Extra processes in the liver (downsides of gluconeogensis/fasting)
Under normal circumstances, acetyl-CoA produced from fatty acids enter the Krebs cycle where ATP, NADH, FADH2 is then made. But the liver also performs gluconeogenesis, involves the use of oxaloacetate. Under extended fasting, all of the oxaloacetate from the Krebs cycle is shunted towards gluconeogenesis. With a key component missing, the acetyl-CoA produced from fatty acids have nowhere to go
Ketone bodies (excess of acetyl CoA)
Excess of acetyl-CoA leads to the production of ketone bodies (ketogenesis) by the liver: Acetoacetate, 3-hydroxybutyrate, Acetone. Ketone bodies then leave the liver and transported to other tissues, then converted back to actyel-CoA & used for energy (except acetone).
Acetoacetate
First ketone body produced during ketogenesis.
3-hydroxybutyrate
Second ketone body, used for energy in tissues.
Acetone
Third ketone body, exhaled, not used for energy.

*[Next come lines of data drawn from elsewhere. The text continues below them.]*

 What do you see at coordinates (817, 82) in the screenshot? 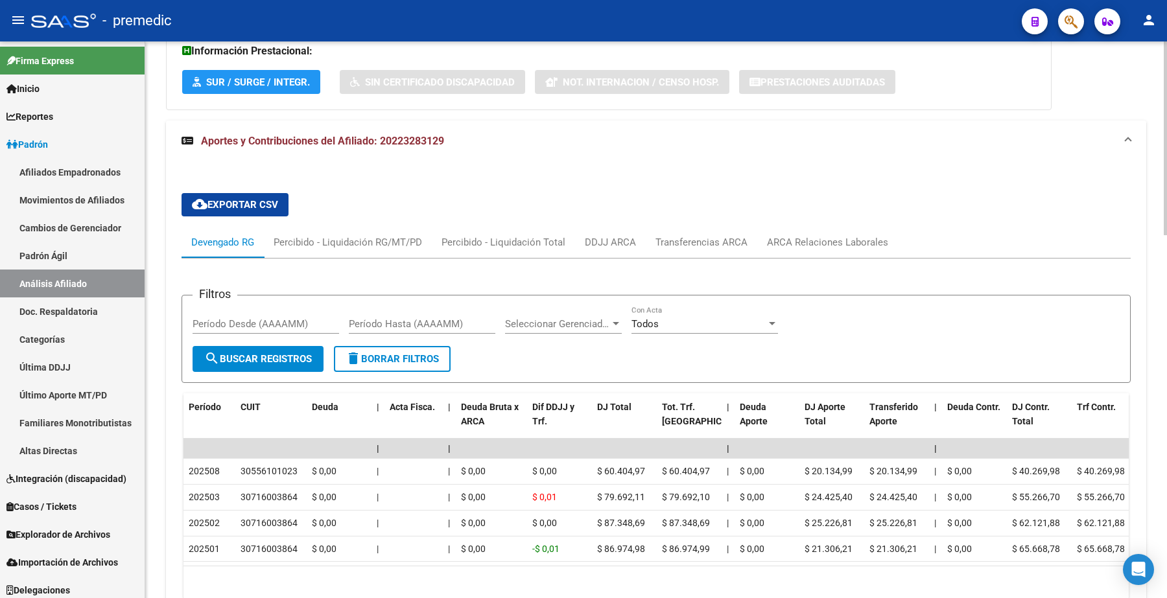
I see `button: Prestaciones Auditadas` at bounding box center [817, 82].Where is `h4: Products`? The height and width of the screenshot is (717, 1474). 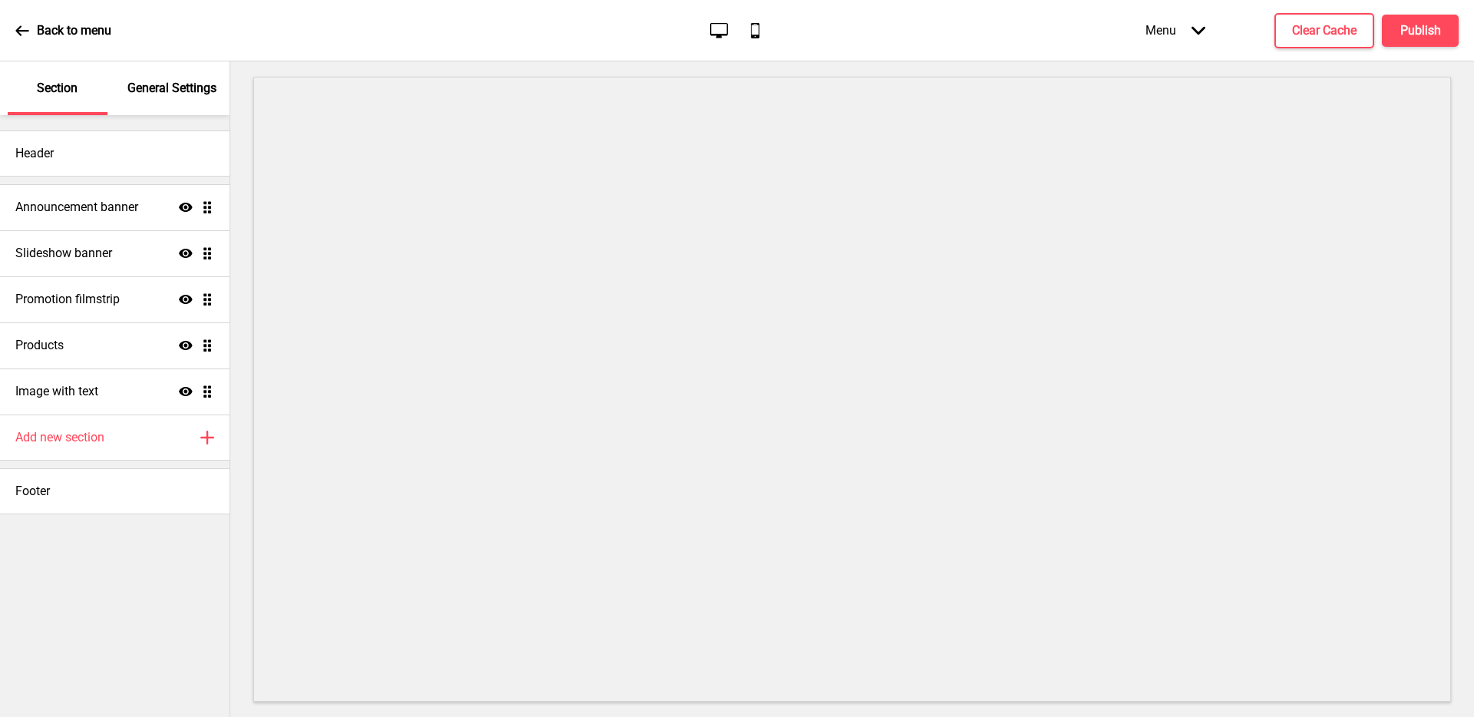 h4: Products is located at coordinates (39, 346).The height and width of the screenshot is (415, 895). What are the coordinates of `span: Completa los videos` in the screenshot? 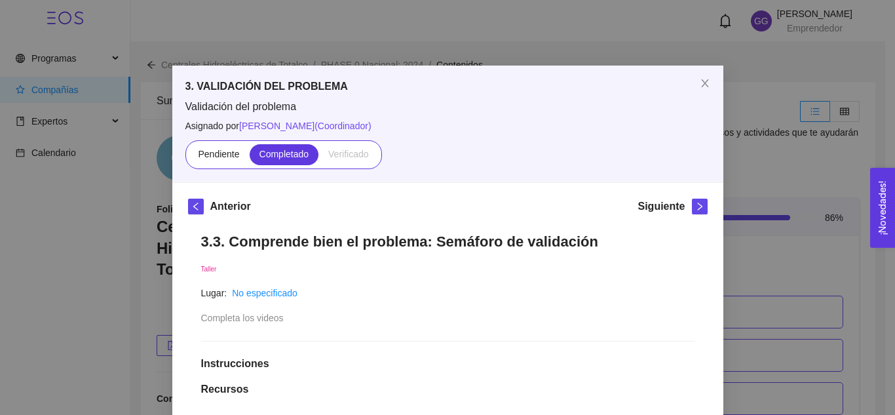 It's located at (243, 318).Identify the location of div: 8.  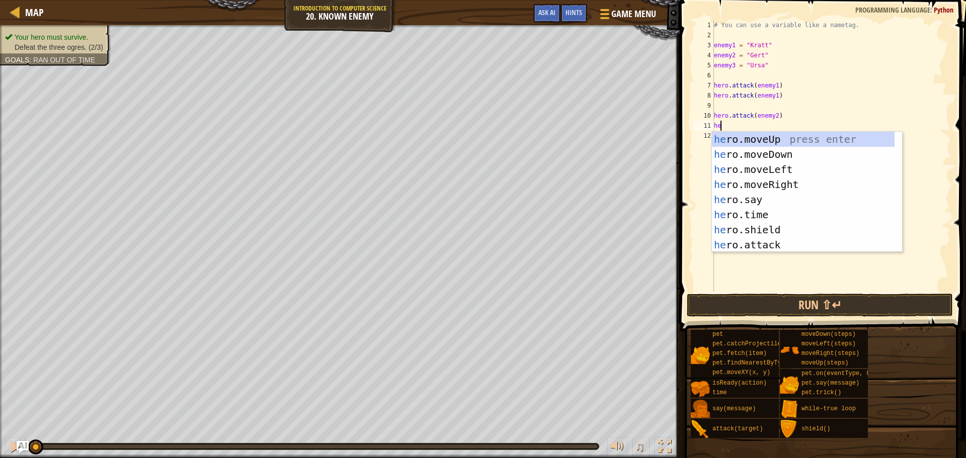
(704, 96).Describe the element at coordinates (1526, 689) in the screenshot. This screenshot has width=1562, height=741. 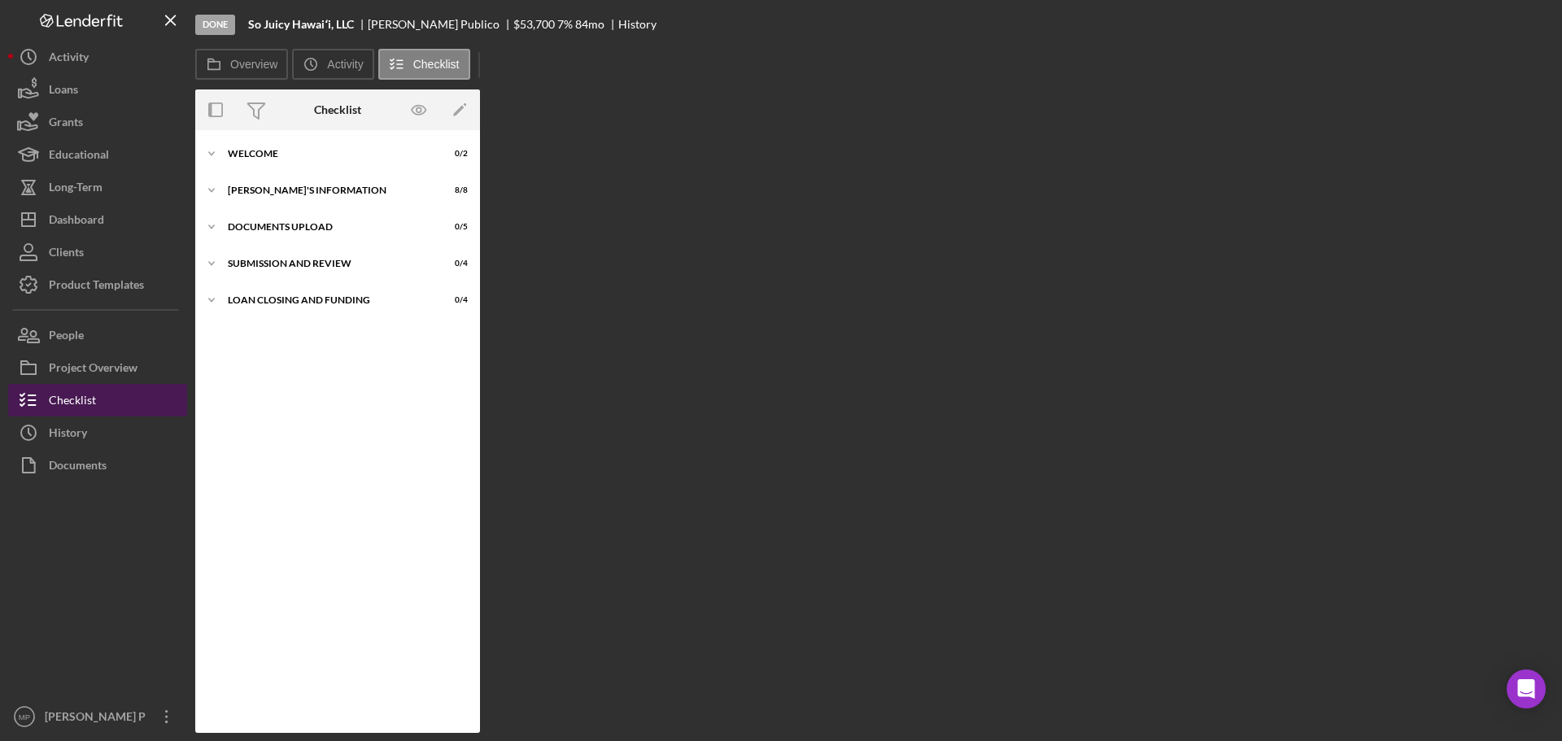
I see `div: Open Intercom Messenger` at that location.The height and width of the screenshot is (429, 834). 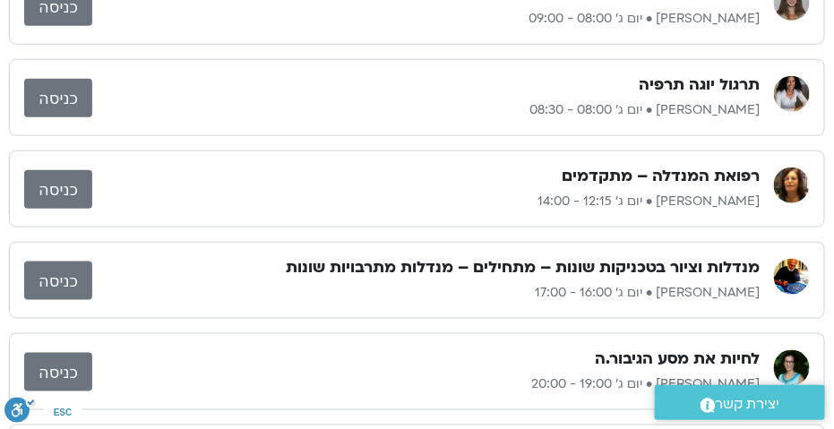 I want to click on a: יצירת קשר, so click(x=740, y=402).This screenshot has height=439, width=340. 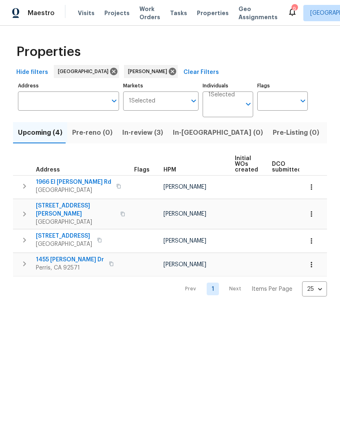 I want to click on span: Flags, so click(x=142, y=170). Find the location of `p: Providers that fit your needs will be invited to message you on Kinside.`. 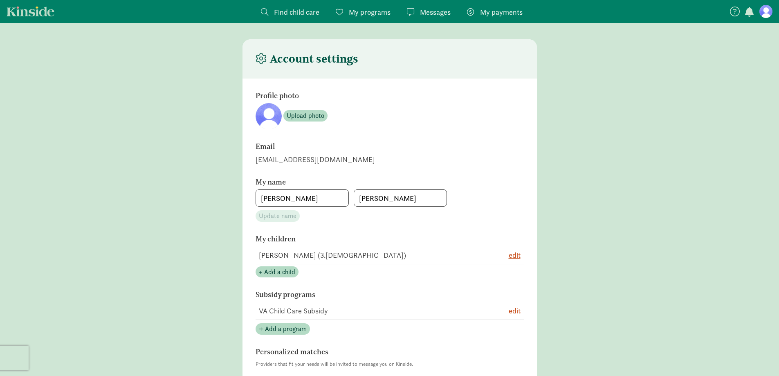

p: Providers that fit your needs will be invited to message you on Kinside. is located at coordinates (390, 364).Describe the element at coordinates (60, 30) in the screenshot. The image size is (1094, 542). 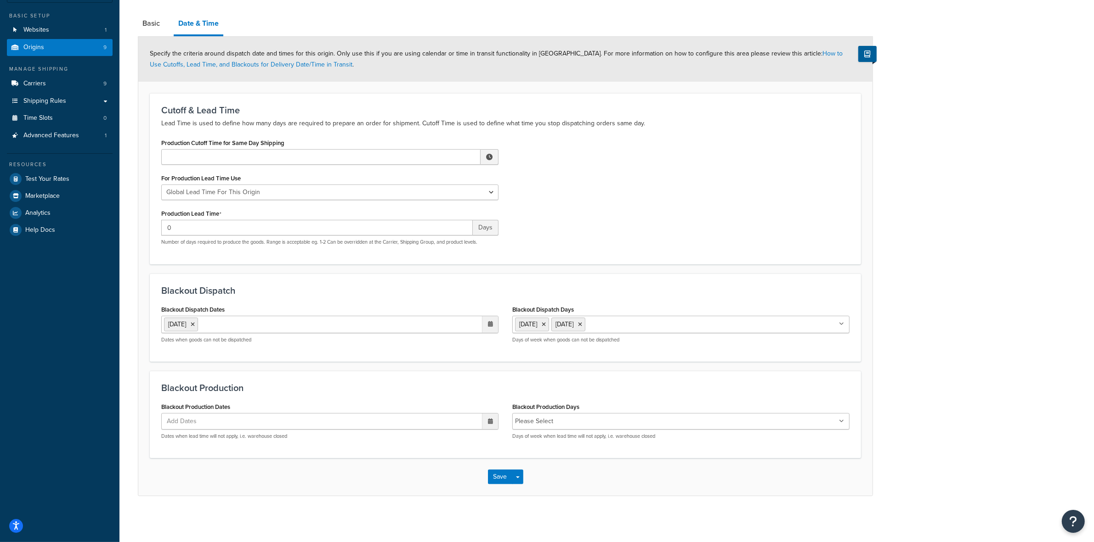
I see `a: Websites1` at that location.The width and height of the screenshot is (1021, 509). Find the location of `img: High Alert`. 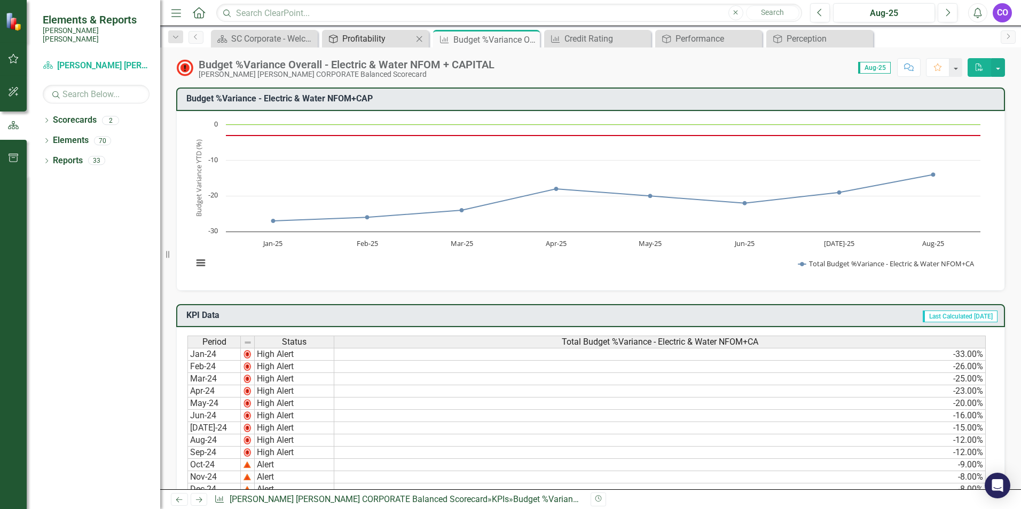

img: High Alert is located at coordinates (185, 68). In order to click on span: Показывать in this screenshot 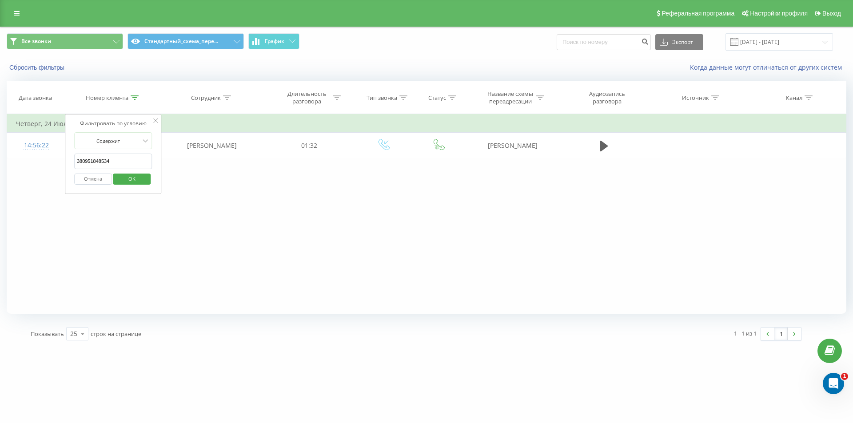, I will do `click(47, 334)`.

Importance of Ketone bodies
to help minimize gluconeogensis and save protein catabolism.
Ketoacidosis
Acidic condition from excess ketone bodies in blood, can be deadly if extended.
Ketoacidosis can be a result of:
starvation, lack of carbohydrates in the diet, uncontrolled diabetes mellitus.
Protein catabolism
under extended fasting, glucose & fatty acids come low, proteins can be broken down for energy. They're convert to acetylene-CoA, & used for gluconeogenesis.
Fasting sequence
Order of nutrient use: glycogen broken down to glucose, lipids broken down tot glycerol & fatty acids (oxidized for energy), eventually before lipid stores run out protein breakdown occurs.